With Google Fiber about to begin a fiber Internet service in Austin, Texas, Time Warner Cable said Thursday it is increasing home broadband speeds in the city by up to six times while keeping the price flat.
The move is a powerful demonstration of the effects of competition in the telecom market. It comes a day after Google announced plans to significantly expand the reach of its broadband data service and as regulators are weighing the effects on competition of a proposed acquisition of Time Warner Cable by Comcast.
Time Warner said all Austin customers will see download speeds increase. At the low end, the $15-per-month 2Mbps (megabit-per-second) service will be increased to 3Mbps downstream. The $65-per-month “Ultimate” 50Mbps service will see download speeds rise to as fast as 300Mbps. Upload speeds will jump at all tariffs except for the $15 service. “Ultimate” uploads will jump from 5Mbps to 20Mbps.
Time Warner said the speeds will be offered by the fall of 2014. Google has promised it will begin connecting homes to its Fiber service from the middle of the year.
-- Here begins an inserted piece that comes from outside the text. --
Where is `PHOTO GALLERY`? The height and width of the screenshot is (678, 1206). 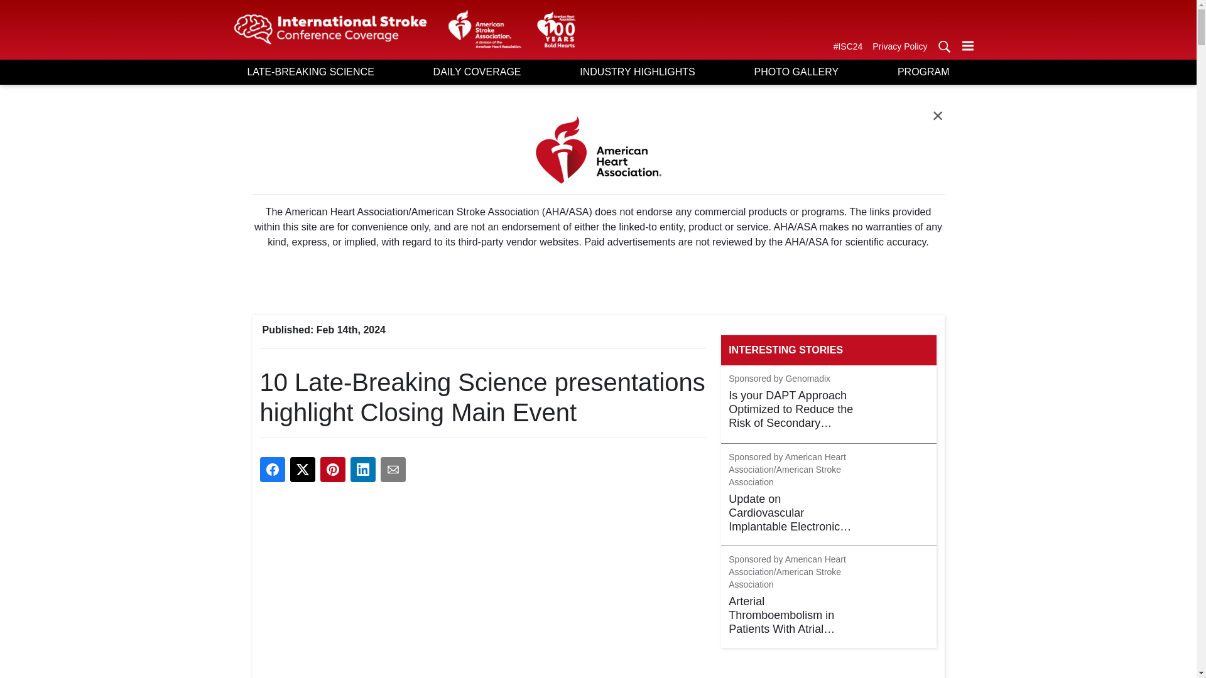
PHOTO GALLERY is located at coordinates (796, 72).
Time Warner didn’t explicitly mention Google’s looming Austin launch in a news release, but the company did take a dig at the search engine and advertising giant.
“In stark contrast to our competitors, upon completion of this short rollout phase, these faster speeds and choices will be available to every Time Warner Cable customer in every area we serve in the Austin market, not just select neighborhoods,” Kathy Brabson, the area vice president of operations for Time Warner Cable in Central Texas, said in the release.
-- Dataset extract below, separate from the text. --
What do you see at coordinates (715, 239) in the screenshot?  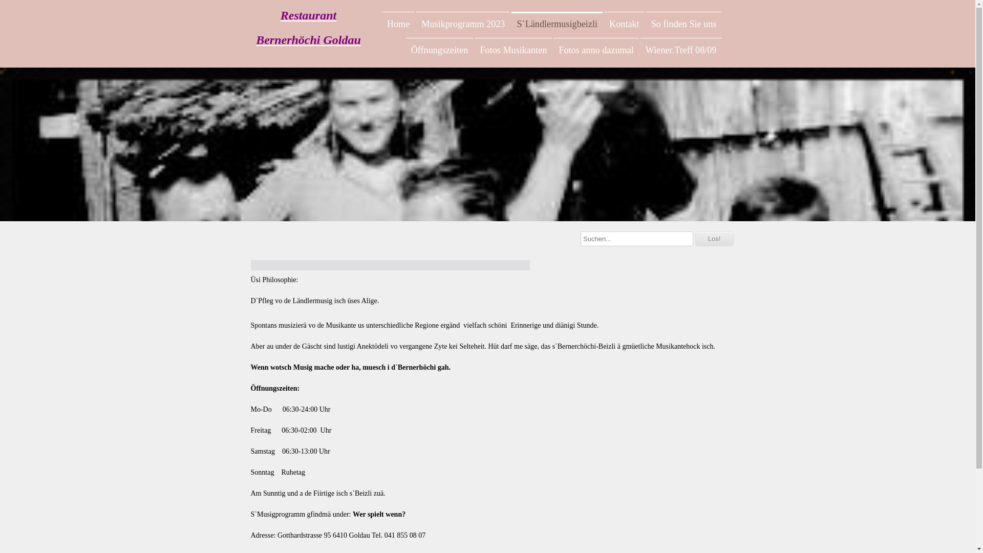 I see `Los!` at bounding box center [715, 239].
Lucky neighborhoods unnamed
Google has yet to announce which neighborhoods will get access to its Fiber service and hasn’t announced its prices, but in Provo, Utah, and Kansas City—the only two places where the service is currently available—it costs $70 per month for Internet service and $120 per month with the addition of cable TV.
Time Warner’s move is exactly the kind of thing Google is hoping to prompt with its entry into the consumer Internet business, said Jeff Kagan, a technology industry analyst.
“Broadband has been growing and speeding up year after year in the U.S., so there’s nothing new with that,” he said. “But Google wanted more speed faster than the network schedule. They are speeding up the transformation of high-speed Internet.”
At present, most consumers don’t need such fast connections. A gigabit connection might mean a Netflix or Amazon movie downloads in a few seconds rather than a few minutes, but there aren’t many other applications—for now.
“Consumers didn’t need all the speed they were getting from their cable company five years ago. Now they do,” he said.
Kagan speculated that future connections may need to go faster as more devices share the same broadband pipe and new applications, such as telemedicine, become more commonplace.
On Wednesday, Google announced a list of 34 candidate cities where its Fiber service could expand next. The company said it will talk with municipalities throughout 2014 before announcing firm expansion plans.